On Jul 27, 2012, at 8:05 AM, Andrei Alexandrescu 
<seewebsiteforem...@erdani.org> wrote:

> On 7/27/12 9:10 AM, Stuart wrote:
>> On Friday, 27 July 2012 at 03:00:25 UTC, Brad Anderson wrote:
>>> 
>>> D equivalent: iota(0, int.max, 2).map!(a => /* do something with even
>>> numbers */)();
>> 
>> I think you're missing the point. The purpose isn't to generate a
>> sequence of numbers, but to illustrate how the Yield keyword is used in
>> VB.NET. Sure, getting a sequence of numbers may be straightforward, but
>> what about a lazy-populated list of all files on a computer? That can be
>> done using Yield - and more importantly, WRITTEN like a normal
>> synchronous function. Let's see you do that with map.
> 
> I think it's fair to say yield makes some things easier to do than ranges, 
> and ranges makes some other things easier to do than yield. Of course, 
> ideally you'd have both, but for the time being we don't have yield.

core.thread.Fiber has yield and has been used as the basis for this style of 
iterator.  See Mikola Lysenko's talk from the D conference a few years ago.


__PROBLEM TO SOLVE__.
Look through the entries below and show every line containing the word "Spouse".

__DATA LISTING__.
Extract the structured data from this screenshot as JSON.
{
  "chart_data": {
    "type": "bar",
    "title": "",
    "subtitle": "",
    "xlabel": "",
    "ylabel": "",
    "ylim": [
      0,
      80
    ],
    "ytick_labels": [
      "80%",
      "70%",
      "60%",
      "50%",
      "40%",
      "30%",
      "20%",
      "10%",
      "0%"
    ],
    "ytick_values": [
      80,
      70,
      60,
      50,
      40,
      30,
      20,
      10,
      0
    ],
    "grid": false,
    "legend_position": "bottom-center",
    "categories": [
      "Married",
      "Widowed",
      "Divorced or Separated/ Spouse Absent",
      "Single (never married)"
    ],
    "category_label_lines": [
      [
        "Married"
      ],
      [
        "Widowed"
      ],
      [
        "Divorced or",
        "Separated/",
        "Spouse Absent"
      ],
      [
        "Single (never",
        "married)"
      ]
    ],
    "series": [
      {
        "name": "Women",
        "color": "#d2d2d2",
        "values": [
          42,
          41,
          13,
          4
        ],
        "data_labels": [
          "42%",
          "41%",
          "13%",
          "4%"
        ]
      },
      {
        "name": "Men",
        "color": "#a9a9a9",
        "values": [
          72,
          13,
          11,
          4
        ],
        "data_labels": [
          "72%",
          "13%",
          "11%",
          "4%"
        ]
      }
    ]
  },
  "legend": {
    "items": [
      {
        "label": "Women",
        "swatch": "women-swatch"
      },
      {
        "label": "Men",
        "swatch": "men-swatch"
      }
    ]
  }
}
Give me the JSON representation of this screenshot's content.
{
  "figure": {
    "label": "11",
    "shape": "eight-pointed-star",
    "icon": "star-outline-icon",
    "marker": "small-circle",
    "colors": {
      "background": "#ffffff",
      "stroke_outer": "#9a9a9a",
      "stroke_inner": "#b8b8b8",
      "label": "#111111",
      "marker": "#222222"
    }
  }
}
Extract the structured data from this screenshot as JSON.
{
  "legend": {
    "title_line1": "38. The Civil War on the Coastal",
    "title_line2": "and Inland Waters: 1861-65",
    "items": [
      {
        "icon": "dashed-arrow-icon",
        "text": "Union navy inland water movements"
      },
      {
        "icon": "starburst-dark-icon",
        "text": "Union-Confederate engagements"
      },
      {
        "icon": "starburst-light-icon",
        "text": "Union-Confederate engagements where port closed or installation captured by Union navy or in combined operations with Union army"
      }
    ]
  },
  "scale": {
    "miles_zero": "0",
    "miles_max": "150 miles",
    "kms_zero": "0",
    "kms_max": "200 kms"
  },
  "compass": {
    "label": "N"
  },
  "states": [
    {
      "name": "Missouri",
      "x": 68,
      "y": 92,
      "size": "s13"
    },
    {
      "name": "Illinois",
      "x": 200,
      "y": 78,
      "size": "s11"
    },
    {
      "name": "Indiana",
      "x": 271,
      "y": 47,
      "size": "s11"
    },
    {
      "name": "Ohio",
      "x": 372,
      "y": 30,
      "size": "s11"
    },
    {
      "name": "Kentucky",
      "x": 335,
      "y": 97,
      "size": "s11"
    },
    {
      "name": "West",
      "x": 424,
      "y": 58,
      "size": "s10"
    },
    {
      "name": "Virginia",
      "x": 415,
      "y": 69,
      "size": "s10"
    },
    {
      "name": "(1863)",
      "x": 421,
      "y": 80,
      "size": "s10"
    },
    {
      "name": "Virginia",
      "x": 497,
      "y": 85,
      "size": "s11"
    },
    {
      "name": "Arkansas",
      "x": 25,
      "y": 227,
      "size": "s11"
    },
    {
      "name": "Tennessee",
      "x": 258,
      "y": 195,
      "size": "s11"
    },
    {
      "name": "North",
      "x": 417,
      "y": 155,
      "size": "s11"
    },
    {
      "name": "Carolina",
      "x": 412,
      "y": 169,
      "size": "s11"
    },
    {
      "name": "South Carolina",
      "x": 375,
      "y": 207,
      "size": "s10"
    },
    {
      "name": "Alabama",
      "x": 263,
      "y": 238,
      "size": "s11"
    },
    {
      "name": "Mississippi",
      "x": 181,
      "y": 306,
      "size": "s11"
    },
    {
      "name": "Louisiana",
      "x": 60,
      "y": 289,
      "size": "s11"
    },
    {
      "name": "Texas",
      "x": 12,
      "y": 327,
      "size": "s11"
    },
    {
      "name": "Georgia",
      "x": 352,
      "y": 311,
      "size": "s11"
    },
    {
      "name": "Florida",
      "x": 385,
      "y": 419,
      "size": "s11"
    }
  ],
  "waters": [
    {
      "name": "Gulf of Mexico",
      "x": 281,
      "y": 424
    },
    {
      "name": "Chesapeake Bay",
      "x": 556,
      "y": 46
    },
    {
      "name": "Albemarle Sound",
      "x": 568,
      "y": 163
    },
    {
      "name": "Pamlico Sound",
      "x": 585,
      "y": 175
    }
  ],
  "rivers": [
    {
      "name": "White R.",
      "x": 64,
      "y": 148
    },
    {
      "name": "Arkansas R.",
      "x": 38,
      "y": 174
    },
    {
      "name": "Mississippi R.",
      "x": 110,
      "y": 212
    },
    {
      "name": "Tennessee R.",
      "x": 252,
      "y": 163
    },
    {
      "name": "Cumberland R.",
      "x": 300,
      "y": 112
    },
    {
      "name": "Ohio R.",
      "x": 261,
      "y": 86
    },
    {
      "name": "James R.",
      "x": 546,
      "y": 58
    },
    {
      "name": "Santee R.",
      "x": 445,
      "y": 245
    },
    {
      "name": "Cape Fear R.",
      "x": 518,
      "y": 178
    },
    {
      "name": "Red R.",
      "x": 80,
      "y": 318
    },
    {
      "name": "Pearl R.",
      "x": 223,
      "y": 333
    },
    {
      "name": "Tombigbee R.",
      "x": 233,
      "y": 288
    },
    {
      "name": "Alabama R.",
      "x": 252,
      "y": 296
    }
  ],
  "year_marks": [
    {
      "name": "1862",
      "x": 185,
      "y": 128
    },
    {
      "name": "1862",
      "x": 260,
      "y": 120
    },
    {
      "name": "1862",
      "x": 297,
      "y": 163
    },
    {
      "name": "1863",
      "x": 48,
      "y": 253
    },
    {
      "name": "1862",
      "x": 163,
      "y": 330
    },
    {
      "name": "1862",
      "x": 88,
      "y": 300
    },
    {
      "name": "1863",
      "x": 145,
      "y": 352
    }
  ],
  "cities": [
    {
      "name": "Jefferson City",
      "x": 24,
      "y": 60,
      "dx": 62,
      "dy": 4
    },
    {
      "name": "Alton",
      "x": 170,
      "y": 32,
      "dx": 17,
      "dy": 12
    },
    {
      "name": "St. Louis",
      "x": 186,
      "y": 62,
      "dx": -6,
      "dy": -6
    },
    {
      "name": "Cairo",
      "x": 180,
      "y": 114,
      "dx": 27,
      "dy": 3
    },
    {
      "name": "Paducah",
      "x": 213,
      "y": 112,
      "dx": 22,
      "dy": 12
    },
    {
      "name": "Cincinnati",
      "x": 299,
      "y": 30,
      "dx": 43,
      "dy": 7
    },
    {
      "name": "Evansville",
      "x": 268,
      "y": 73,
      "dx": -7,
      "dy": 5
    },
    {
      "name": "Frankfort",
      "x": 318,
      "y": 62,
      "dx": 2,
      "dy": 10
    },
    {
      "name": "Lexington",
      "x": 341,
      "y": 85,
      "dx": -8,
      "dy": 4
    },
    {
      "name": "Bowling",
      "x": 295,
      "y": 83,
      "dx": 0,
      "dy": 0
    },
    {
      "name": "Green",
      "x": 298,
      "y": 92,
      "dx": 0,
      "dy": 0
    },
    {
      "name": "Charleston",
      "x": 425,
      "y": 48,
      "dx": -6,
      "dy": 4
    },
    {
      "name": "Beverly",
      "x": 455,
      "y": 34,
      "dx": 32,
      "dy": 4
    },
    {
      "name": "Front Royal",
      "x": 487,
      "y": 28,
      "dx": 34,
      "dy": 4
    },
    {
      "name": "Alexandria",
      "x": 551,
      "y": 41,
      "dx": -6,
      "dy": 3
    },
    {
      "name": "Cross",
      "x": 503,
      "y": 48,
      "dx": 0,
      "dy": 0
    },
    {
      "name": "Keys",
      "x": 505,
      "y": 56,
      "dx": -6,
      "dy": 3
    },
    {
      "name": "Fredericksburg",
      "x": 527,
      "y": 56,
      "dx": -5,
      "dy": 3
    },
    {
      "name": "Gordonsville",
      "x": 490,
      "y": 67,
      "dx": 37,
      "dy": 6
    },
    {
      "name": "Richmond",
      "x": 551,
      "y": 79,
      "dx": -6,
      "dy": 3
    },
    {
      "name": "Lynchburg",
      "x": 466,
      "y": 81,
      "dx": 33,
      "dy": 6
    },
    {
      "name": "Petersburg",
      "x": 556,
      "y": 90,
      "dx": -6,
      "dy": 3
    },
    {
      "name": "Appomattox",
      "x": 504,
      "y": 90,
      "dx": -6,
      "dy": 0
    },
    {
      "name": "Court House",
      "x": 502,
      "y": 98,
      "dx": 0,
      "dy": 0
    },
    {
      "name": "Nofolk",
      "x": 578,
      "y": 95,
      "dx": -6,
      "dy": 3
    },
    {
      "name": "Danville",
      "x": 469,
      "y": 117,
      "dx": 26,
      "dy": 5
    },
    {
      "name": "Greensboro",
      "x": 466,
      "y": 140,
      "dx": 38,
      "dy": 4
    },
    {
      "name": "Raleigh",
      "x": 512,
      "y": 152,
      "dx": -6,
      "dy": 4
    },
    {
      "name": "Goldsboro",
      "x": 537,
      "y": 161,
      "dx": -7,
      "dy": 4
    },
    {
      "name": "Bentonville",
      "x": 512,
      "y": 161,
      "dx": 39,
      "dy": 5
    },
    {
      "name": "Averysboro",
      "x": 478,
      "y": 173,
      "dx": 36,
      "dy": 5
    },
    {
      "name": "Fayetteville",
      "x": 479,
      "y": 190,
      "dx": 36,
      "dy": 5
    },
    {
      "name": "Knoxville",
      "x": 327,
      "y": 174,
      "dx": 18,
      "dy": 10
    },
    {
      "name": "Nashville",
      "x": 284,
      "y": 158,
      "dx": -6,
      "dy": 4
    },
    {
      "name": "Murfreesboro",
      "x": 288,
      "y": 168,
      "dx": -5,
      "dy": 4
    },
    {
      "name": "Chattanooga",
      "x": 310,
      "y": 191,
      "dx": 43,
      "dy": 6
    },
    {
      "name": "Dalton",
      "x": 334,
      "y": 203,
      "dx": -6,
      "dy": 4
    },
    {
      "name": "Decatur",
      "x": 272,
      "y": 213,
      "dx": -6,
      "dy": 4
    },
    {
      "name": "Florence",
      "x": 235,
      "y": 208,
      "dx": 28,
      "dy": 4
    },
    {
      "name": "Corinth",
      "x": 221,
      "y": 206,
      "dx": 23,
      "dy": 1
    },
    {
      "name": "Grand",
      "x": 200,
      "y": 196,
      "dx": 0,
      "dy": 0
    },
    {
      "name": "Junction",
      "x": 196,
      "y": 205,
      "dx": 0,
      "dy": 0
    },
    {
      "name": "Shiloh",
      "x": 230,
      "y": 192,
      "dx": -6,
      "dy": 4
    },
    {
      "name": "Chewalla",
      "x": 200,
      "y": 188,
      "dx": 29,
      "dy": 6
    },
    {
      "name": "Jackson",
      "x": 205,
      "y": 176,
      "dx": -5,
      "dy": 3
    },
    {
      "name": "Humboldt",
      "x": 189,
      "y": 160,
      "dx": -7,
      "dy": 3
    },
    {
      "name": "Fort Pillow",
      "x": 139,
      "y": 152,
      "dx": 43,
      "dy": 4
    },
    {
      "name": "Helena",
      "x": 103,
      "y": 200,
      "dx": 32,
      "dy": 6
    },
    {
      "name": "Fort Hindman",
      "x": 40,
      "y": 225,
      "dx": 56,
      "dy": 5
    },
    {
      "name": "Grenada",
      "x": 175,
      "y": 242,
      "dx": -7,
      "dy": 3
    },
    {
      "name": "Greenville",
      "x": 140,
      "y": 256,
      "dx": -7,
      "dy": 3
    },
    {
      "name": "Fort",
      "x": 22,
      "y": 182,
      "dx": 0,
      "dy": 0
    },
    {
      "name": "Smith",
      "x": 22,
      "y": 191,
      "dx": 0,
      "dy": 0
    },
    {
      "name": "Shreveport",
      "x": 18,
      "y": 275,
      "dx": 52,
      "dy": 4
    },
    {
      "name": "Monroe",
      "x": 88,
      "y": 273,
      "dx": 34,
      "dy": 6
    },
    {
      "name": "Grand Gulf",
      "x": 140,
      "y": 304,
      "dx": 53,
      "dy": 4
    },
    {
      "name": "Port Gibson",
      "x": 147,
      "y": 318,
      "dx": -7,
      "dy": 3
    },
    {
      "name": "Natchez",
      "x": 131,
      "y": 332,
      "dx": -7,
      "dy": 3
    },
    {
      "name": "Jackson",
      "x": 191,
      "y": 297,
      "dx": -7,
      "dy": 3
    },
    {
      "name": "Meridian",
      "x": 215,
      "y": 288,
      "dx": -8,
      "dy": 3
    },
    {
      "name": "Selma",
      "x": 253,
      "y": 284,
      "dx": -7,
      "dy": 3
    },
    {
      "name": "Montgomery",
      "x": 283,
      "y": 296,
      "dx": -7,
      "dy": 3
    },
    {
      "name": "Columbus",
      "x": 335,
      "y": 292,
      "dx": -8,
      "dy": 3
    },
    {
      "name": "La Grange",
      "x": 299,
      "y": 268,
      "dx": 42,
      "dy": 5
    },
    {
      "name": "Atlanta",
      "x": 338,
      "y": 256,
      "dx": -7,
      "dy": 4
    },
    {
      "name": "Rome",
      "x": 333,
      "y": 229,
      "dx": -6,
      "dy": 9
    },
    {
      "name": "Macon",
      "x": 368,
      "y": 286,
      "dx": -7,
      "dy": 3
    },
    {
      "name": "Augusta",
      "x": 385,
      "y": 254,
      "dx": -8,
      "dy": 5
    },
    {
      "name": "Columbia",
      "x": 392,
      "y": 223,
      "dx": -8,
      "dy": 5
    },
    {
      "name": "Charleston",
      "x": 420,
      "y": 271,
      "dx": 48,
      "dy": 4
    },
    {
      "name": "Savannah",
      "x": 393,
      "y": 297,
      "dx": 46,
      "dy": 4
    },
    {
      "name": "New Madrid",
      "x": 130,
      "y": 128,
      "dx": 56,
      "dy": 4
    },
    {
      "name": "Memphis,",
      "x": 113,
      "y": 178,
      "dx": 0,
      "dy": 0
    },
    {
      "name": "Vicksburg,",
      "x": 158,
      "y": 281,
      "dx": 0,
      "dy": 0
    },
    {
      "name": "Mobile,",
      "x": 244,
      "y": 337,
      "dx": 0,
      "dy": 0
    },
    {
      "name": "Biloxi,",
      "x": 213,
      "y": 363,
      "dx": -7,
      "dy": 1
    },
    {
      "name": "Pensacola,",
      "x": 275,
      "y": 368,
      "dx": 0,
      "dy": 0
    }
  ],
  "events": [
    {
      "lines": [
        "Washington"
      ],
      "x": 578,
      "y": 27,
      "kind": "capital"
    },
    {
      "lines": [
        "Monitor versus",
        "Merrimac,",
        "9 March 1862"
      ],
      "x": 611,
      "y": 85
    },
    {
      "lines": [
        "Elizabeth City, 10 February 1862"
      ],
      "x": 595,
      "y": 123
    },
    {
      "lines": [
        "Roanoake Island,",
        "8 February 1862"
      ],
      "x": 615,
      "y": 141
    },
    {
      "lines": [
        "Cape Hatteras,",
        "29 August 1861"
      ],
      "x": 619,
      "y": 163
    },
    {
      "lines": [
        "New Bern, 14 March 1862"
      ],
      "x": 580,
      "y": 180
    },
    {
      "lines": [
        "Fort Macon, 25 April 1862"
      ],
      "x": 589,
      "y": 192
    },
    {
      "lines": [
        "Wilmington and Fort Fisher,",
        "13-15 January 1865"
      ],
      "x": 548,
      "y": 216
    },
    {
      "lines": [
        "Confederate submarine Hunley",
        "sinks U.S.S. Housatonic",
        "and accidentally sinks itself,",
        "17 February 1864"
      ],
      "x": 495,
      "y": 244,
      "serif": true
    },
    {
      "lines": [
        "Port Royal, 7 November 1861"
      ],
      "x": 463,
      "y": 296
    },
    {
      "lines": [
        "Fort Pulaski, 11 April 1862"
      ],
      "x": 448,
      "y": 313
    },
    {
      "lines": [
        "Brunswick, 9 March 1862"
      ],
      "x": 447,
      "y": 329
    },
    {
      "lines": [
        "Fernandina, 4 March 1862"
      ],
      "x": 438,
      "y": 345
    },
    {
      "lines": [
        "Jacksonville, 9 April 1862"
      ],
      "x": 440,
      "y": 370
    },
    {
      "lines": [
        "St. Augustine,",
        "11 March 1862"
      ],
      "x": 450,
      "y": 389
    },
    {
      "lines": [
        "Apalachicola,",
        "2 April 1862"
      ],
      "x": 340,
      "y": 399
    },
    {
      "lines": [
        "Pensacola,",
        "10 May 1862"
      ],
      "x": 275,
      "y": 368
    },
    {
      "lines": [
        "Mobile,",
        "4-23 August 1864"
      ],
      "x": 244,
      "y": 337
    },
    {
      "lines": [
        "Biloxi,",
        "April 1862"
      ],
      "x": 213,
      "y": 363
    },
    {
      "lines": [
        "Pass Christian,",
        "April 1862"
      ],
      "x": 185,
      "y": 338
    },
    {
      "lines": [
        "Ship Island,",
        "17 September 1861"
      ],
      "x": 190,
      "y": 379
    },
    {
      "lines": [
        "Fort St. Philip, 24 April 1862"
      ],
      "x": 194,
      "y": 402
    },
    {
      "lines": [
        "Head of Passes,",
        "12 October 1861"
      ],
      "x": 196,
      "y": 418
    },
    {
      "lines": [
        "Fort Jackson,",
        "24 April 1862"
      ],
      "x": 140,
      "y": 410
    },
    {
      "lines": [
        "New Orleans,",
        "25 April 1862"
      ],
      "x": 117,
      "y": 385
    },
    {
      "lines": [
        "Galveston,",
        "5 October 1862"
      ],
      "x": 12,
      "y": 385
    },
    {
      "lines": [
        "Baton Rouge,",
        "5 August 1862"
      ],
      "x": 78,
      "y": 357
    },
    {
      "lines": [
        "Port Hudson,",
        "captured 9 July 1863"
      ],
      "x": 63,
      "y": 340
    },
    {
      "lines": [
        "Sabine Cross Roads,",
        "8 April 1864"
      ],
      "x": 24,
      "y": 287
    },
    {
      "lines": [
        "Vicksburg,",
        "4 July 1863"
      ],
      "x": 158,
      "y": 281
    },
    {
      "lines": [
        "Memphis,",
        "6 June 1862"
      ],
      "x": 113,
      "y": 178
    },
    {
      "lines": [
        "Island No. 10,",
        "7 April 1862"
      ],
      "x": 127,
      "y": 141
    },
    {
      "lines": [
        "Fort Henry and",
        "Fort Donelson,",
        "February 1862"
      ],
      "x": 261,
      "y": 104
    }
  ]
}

__SOLVED PROBLEM__.
      "Divorced or Separated/ Spouse Absent",
        "Spouse Absent"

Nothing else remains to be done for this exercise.